(DATA SUPPLIED begins)

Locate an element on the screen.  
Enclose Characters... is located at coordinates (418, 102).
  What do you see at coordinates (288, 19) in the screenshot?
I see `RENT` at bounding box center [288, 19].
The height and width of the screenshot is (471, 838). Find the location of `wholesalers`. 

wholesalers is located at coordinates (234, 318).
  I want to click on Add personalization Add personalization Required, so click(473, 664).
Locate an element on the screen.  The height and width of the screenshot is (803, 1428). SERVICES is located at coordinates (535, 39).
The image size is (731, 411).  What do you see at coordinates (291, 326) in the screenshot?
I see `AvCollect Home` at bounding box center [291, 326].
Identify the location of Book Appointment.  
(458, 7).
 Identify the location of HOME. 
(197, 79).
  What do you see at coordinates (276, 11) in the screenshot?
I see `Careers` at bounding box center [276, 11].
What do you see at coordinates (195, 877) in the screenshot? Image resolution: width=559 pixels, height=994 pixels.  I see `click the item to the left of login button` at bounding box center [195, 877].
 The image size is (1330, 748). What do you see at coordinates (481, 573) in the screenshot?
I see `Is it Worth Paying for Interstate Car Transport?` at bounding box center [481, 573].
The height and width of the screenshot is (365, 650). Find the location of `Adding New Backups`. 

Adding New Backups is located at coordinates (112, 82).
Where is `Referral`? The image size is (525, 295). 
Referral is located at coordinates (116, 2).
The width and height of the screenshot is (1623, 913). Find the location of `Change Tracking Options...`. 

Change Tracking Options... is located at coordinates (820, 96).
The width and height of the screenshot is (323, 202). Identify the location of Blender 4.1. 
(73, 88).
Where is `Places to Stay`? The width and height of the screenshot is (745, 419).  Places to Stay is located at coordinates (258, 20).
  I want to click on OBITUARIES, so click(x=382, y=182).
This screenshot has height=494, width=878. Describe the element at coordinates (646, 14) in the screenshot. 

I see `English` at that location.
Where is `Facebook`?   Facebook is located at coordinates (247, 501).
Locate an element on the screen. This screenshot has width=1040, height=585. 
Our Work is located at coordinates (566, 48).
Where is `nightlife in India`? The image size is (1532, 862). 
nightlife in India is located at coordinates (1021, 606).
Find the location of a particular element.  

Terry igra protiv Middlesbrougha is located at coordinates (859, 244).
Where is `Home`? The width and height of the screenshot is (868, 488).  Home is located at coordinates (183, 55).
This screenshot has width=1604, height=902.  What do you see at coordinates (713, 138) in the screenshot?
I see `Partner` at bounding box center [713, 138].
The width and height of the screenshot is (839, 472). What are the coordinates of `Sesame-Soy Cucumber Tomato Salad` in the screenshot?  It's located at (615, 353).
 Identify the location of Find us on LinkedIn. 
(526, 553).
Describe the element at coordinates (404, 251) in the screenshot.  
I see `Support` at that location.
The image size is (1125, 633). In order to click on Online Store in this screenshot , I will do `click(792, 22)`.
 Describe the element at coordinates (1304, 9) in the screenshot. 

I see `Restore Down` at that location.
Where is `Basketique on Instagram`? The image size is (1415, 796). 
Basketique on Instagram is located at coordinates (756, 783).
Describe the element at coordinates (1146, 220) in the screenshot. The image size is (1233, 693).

(DATA SUPPLIED ends)

AIM OF THE EXERCISE: Repeat each entry word for word.

REPLY TO THE TASK:
Locate an element on the screen.  
Enclose Characters... is located at coordinates (418, 102).
  What do you see at coordinates (288, 19) in the screenshot?
I see `RENT` at bounding box center [288, 19].
The height and width of the screenshot is (471, 838). Find the location of `wholesalers`. 

wholesalers is located at coordinates (234, 318).
  I want to click on Add personalization Add personalization Required, so click(473, 664).
Locate an element on the screen.  The height and width of the screenshot is (803, 1428). SERVICES is located at coordinates (535, 39).
The image size is (731, 411).  What do you see at coordinates (291, 326) in the screenshot?
I see `AvCollect Home` at bounding box center [291, 326].
Identify the location of Book Appointment.  
(458, 7).
 Identify the location of HOME. 
(197, 79).
  What do you see at coordinates (276, 11) in the screenshot?
I see `Careers` at bounding box center [276, 11].
What do you see at coordinates (195, 877) in the screenshot? Image resolution: width=559 pixels, height=994 pixels.  I see `click the item to the left of login button` at bounding box center [195, 877].
 The image size is (1330, 748). What do you see at coordinates (481, 573) in the screenshot?
I see `Is it Worth Paying for Interstate Car Transport?` at bounding box center [481, 573].
The height and width of the screenshot is (365, 650). Find the location of `Adding New Backups`. 

Adding New Backups is located at coordinates (112, 82).
Where is `Referral`? The image size is (525, 295). 
Referral is located at coordinates (116, 2).
The width and height of the screenshot is (1623, 913). Find the location of `Change Tracking Options...`. 

Change Tracking Options... is located at coordinates (820, 96).
The width and height of the screenshot is (323, 202). Identify the location of Blender 4.1. 
(73, 88).
Where is `Places to Stay`? The width and height of the screenshot is (745, 419).  Places to Stay is located at coordinates (258, 20).
  I want to click on OBITUARIES, so click(x=382, y=182).
This screenshot has height=494, width=878. Describe the element at coordinates (646, 14) in the screenshot. 

I see `English` at that location.
Where is `Facebook`?   Facebook is located at coordinates (247, 501).
Locate an element on the screen. This screenshot has width=1040, height=585. 
Our Work is located at coordinates (566, 48).
Where is `nightlife in India`? The image size is (1532, 862). 
nightlife in India is located at coordinates (1021, 606).
Find the location of a particular element.  

Terry igra protiv Middlesbrougha is located at coordinates (859, 244).
Where is `Home`? The width and height of the screenshot is (868, 488).  Home is located at coordinates (183, 55).
This screenshot has width=1604, height=902.  What do you see at coordinates (713, 138) in the screenshot?
I see `Partner` at bounding box center [713, 138].
The width and height of the screenshot is (839, 472). What are the coordinates of `Sesame-Soy Cucumber Tomato Salad` in the screenshot?  It's located at (615, 353).
 Identify the location of Find us on LinkedIn. 
(526, 553).
Describe the element at coordinates (404, 251) in the screenshot.  
I see `Support` at that location.
The image size is (1125, 633). In order to click on Online Store in this screenshot , I will do `click(792, 22)`.
 Describe the element at coordinates (1304, 9) in the screenshot. 

I see `Restore Down` at that location.
Where is `Basketique on Instagram`? The image size is (1415, 796). 
Basketique on Instagram is located at coordinates (756, 783).
Describe the element at coordinates (1146, 220) in the screenshot. The image size is (1233, 693).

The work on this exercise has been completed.